LinuxCommandLibrary

git-unpack-file

Extract object from a Git packfile

TLDR

Create a file holding the contents of the blob specified by its ID then print the name of the temporary file

$ git unpack-file [blob_id]
copy

SYNOPSIS

git unpack-file [--quiet] [--refresh] [--index-info] [--strict] <object> [<object> ...]

PARAMETERS

<object>
    SHA-1 object ID(s) to unpack (blobs, trees, or commits)

--quiet
    Do not complain if <object> or its chunks are missing

--refresh
    Use current file's mode and mtime instead of object's

--index-info
    Write index-format info to stdout, not filesystem

--strict
    Fail if blob matches up-to-date file stat

DESCRIPTION

git-unpack-file is a low-level plumbing command in Git used to read a Git object by its SHA-1 identifier and extract its contents into a temporary file in the current working directory. The temporary file is named using the full 40-character hexadecimal object ID.

It handles three object types: blobs (file contents written raw), trees, and commits (textual representations dumped to file). This command is invoked internally by higher-level tools like git-checkout-index and scripts needing object inspection without full checkout.

Options allow customizing behavior: silencing errors for missing objects, refreshing file metadata from the filesystem, outputting index-compatible info to stdout instead of files, or enforcing strict up-to-date checks for blobs.

Designed for repository internals, it supports both loose and packed objects, inflating compressed data as needed. Use cautiously outside scripts, as it interacts directly with object storage.

CAVEATS

Creates files named by full object hash (40 hex chars) in current directory, risking overwrites.
Intended for Git repositories; undefined outside.
Plumbing command: not for interactive use.

OBJECT HANDLING

Blobs: raw content. Trees/commits: human-readable text dump.
Supports multiple objects.

EXIT STATUS

0 on success, 1 on failure (missing object, errors).

HISTORY

Introduced in Git 1.5.0 (January 2007) as core plumbing for object extraction. Maintained across versions for script and internal use.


What is required: An exact reproduction of the records is required. Images must be left out.

START Task material

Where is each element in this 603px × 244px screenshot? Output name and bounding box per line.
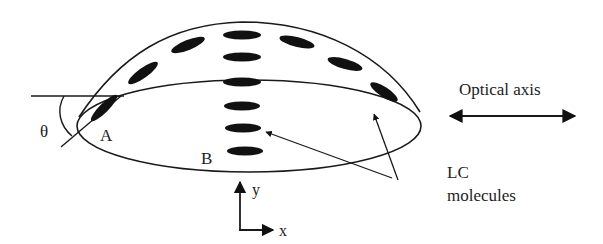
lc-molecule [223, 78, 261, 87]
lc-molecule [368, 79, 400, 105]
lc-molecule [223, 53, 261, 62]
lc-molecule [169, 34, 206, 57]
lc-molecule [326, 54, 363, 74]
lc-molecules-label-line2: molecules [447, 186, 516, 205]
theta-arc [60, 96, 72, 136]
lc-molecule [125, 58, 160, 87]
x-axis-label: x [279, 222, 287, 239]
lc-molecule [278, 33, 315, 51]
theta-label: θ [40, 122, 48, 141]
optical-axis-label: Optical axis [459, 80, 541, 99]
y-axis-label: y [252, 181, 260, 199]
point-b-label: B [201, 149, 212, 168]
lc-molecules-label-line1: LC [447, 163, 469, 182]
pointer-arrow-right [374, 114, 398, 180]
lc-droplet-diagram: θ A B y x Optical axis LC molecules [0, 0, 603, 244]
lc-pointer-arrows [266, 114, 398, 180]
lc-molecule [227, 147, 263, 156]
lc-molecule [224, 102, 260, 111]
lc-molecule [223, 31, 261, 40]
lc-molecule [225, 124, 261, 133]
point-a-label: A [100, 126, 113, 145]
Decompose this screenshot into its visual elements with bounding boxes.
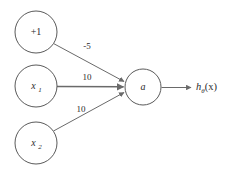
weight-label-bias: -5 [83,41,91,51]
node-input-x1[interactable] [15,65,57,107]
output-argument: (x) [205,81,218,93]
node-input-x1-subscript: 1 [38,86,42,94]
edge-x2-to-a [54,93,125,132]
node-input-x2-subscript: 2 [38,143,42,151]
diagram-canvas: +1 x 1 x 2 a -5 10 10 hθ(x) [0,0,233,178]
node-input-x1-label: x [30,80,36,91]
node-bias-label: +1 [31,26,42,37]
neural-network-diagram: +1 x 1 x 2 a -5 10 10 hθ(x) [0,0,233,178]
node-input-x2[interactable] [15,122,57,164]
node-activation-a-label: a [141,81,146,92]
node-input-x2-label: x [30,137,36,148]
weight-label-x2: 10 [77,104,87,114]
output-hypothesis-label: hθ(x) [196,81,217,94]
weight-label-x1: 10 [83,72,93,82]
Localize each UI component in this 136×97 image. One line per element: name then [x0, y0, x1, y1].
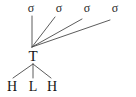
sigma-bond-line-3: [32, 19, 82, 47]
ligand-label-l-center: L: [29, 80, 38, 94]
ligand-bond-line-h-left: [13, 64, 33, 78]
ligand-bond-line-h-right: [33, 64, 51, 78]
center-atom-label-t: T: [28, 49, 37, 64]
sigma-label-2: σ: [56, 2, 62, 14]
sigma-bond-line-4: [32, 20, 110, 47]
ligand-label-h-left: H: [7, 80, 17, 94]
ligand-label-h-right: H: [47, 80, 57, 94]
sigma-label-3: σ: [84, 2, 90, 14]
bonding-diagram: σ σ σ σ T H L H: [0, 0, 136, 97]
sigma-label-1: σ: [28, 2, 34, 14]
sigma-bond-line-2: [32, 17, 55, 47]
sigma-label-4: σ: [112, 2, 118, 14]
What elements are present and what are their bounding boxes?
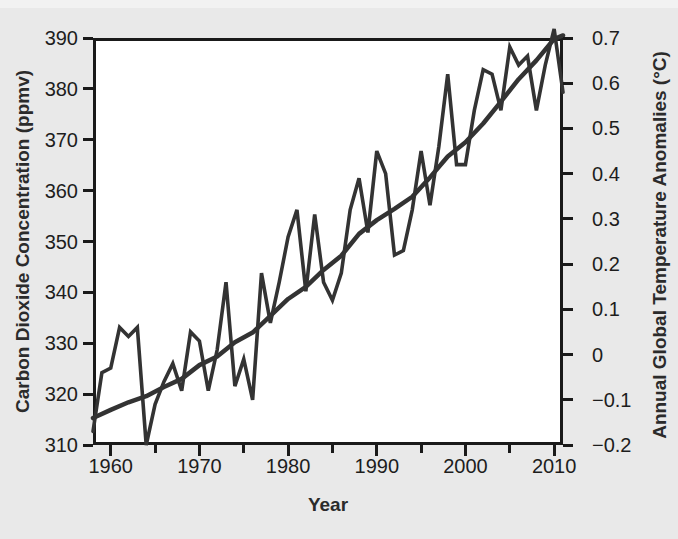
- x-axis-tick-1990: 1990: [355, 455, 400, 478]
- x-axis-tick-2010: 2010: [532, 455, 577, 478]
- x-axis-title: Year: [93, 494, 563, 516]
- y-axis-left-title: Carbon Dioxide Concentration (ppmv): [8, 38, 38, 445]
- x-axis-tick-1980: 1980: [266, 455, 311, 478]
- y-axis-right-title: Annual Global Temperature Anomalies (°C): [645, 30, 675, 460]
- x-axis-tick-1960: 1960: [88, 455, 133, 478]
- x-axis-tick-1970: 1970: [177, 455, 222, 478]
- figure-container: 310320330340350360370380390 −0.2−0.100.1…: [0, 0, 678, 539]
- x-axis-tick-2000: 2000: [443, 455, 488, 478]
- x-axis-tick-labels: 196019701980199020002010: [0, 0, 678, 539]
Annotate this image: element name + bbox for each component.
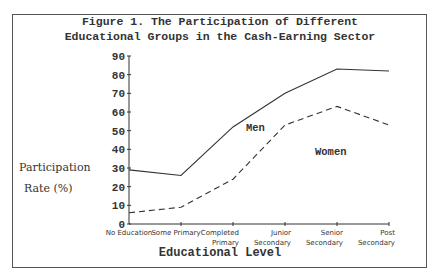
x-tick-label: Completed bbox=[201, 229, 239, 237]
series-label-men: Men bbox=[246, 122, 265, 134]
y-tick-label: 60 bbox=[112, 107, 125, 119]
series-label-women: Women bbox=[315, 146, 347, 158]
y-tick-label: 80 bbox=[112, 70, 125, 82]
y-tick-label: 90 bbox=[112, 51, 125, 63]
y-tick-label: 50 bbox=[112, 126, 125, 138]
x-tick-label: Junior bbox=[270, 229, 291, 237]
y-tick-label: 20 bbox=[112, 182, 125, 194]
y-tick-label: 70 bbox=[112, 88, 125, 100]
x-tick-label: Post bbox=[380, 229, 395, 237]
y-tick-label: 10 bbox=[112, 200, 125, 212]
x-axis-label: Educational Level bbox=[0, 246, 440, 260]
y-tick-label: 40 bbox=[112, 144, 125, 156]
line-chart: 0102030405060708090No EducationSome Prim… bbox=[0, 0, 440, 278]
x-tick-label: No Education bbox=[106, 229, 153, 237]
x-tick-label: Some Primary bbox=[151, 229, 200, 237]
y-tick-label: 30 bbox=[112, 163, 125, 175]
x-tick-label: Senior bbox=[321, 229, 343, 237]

END Task material

Exercise result:
Where is each element in this 603px × 244px screenshot? Output name and bounding box per line.
lc-molecule [223, 78, 261, 87]
lc-molecule [368, 79, 400, 105]
lc-molecule [223, 53, 261, 62]
lc-molecule [169, 34, 206, 57]
lc-molecule [326, 54, 363, 74]
lc-molecules-label-line2: molecules [447, 186, 516, 205]
theta-arc [60, 96, 72, 136]
lc-molecule [125, 58, 160, 87]
x-axis-label: x [279, 222, 287, 239]
lc-molecule [278, 33, 315, 51]
theta-label: θ [40, 122, 48, 141]
optical-axis-label: Optical axis [459, 80, 541, 99]
y-axis-label: y [252, 181, 260, 199]
point-b-label: B [201, 149, 212, 168]
lc-molecules-label-line1: LC [447, 163, 469, 182]
pointer-arrow-right [374, 114, 398, 180]
lc-droplet-diagram: θ A B y x Optical axis LC molecules [0, 0, 603, 244]
lc-pointer-arrows [266, 114, 398, 180]
lc-molecule [227, 147, 263, 156]
lc-molecule [224, 102, 260, 111]
lc-molecule [223, 31, 261, 40]
lc-molecule [225, 124, 261, 133]
point-a-label: A [100, 126, 113, 145]
Decompose this screenshot into its visual elements with bounding boxes.
weight-label-bias: -5 [83,41,91,51]
node-input-x1[interactable] [15,65,57,107]
output-argument: (x) [205,81,218,93]
node-input-x1-subscript: 1 [38,86,42,94]
edge-x2-to-a [54,93,125,132]
node-input-x2-subscript: 2 [38,143,42,151]
diagram-canvas: +1 x 1 x 2 a -5 10 10 hθ(x) [0,0,233,178]
node-input-x1-label: x [30,80,36,91]
node-bias-label: +1 [31,26,42,37]
neural-network-diagram: +1 x 1 x 2 a -5 10 10 hθ(x) [0,0,233,178]
node-input-x2[interactable] [15,122,57,164]
node-activation-a-label: a [141,81,146,92]
node-input-x2-label: x [30,137,36,148]
weight-label-x2: 10 [77,104,87,114]
output-hypothesis-label: hθ(x) [196,81,217,94]
weight-label-x1: 10 [83,72,93,82]
Localize each UI component in this 136×97 image. One line per element: name then [x0, y0, x1, y1].
sigma-bond-line-3: [32, 19, 82, 47]
ligand-label-l-center: L: [29, 80, 38, 94]
ligand-bond-line-h-left: [13, 64, 33, 78]
ligand-bond-line-h-right: [33, 64, 51, 78]
center-atom-label-t: T: [28, 49, 37, 64]
sigma-label-2: σ: [56, 2, 62, 14]
sigma-bond-line-4: [32, 20, 110, 47]
ligand-label-h-left: H: [7, 80, 17, 94]
ligand-label-h-right: H: [47, 80, 57, 94]
sigma-label-3: σ: [84, 2, 90, 14]
bonding-diagram: σ σ σ σ T H L H: [0, 0, 136, 97]
sigma-label-1: σ: [28, 2, 34, 14]
sigma-bond-line-2: [32, 17, 55, 47]
sigma-label-4: σ: [112, 2, 118, 14]
What elements are present and what are their bounding boxes?
- x-axis-tick-1990: 1990: [355, 455, 400, 478]
- x-axis-tick-2010: 2010: [532, 455, 577, 478]
- x-axis-title: Year: [93, 494, 563, 516]
- y-axis-left-title: Carbon Dioxide Concentration (ppmv): [8, 38, 38, 445]
- x-axis-tick-1980: 1980: [266, 455, 311, 478]
- y-axis-right-title: Annual Global Temperature Anomalies (°C): [645, 30, 675, 460]
- x-axis-tick-1960: 1960: [88, 455, 133, 478]
- x-axis-tick-1970: 1970: [177, 455, 222, 478]
- figure-container: 310320330340350360370380390 −0.2−0.100.1…: [0, 0, 678, 539]
- x-axis-tick-2000: 2000: [443, 455, 488, 478]
- x-axis-tick-labels: 196019701980199020002010: [0, 0, 678, 539]
Annotate this image: element name + bbox for each component.
x-tick-label: Completed bbox=[201, 229, 239, 237]
series-label-men: Men bbox=[246, 122, 265, 134]
y-tick-label: 60 bbox=[112, 107, 125, 119]
series-label-women: Women bbox=[315, 146, 347, 158]
y-tick-label: 80 bbox=[112, 70, 125, 82]
y-tick-label: 90 bbox=[112, 51, 125, 63]
y-tick-label: 50 bbox=[112, 126, 125, 138]
x-tick-label: Junior bbox=[270, 229, 291, 237]
y-tick-label: 20 bbox=[112, 182, 125, 194]
y-tick-label: 70 bbox=[112, 88, 125, 100]
x-tick-label: Post bbox=[380, 229, 395, 237]
y-tick-label: 10 bbox=[112, 200, 125, 212]
x-axis-label: Educational Level bbox=[0, 246, 440, 260]
y-tick-label: 40 bbox=[112, 144, 125, 156]
line-chart: 0102030405060708090No EducationSome Prim… bbox=[0, 0, 440, 278]
x-tick-label: No Education bbox=[106, 229, 153, 237]
x-tick-label: Some Primary bbox=[151, 229, 200, 237]
y-tick-label: 30 bbox=[112, 163, 125, 175]
x-tick-label: Senior bbox=[321, 229, 343, 237]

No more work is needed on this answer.